If you want to see the difference between how justice works at different levels of society, consider the comparative cases of Eric Garner and Hillary Clinton, both of whom underwent investigations at the hands of law enforcement and had vastly different outcomes. Garner was suspected of selling cigarettes that he had bought and then was selling individually at a profit. The police grabbed him on the street without any probable cause and placed him in a chokehold that ended up killing him. Clinton was suspected of mishandling classified information on a personal server. Despite the fact that she and her lawyers deleted tens of thousands of emails, and that, according to the FBI director, she sent and received classified information that she said never passed through her server, she was not even indicted and is still the presumptive Democratic nominee for president in the 2016 election. It is disparity like this that informs the anger of many who feel that they are far below the level of economic and political power that could provide them with security, and so they are willing to push ethical boundaries in order to survive, because subsistence is much more important than the abstract of right and wrong. This is the case in the story of “Treading Grapes,” in which the author questions whether there is any distinction between honest and dishonest work by highlighting a corrupt economic system.
It has not been that long since Rebeca Fuerte and her young son, Fernando, lived together in a house with Rebeca’s husband and Fernando’s father, Ramon. However, Ramon was gunned down while picking up a fare in his taxi. This happened in the most random of ways; he was honking from the street for his customer to come down to the street, and he attracted the ire of a young man parked in front of him, who was using his automobile for “necking with his girlfriend” (Stiles, p. 37) when the honking irritated him. So he got out of the car, walked back to Ramon, and shot him. This was one instance of an uncaring world.
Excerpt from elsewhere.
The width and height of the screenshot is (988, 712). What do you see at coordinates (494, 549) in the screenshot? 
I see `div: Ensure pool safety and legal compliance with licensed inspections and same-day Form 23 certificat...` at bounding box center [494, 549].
This continued when the taxi company “reminded Sra. Fuerte that her late husband’s lease required him to keep their taxi clean and in good repair. Rebeca had tried to wash Ramon’s blood off the seat, but the stain had already set. Replacing the upholsterywould use up all that Ramon would have had coming back on his unexpired lease” (Stiles, p. 38). So not only was Ramon’s employer unsympathetic, they also bilked Rebeca out of the money Ramon had put down. The tone of this response from the company makes awful events like this sound commonplace, more of an annoyance than a tragedy.
This caused the small family significant financial turmoil, so when Rebeca has a chance to make money for her son, beyond what she would make from selling cigarettes out of her sweater, so that she can afford to live in a house “made of packing cases, beaten-out petrol-cans, even cardboard” (Stiles, p. 38)., she does it. Small wonder, then, that when Rebeca hears about a young woman’s awful death, she heads to the mortuary and pretends to be the victim’s sister so that she can sit on the street and beg for funds to pay for a funeral that she has no intention of attending, let alone buying.
This method is just how Rebeca has to get by in an unfair world. If her husband’s employer can use death to profit (stealing the remainder of the lease to cover upholstery for a taxi seat), then why should she do any differently? The corruption inherent in her society makes her action not only thinkable, but (in her way of thinking) ethical. She clearly finds meaningless, so feeding Fernando becomes her sole concern in the world.
Works Cited
Stiles, Martha Bennett. “Treading Grapes.” Course reading.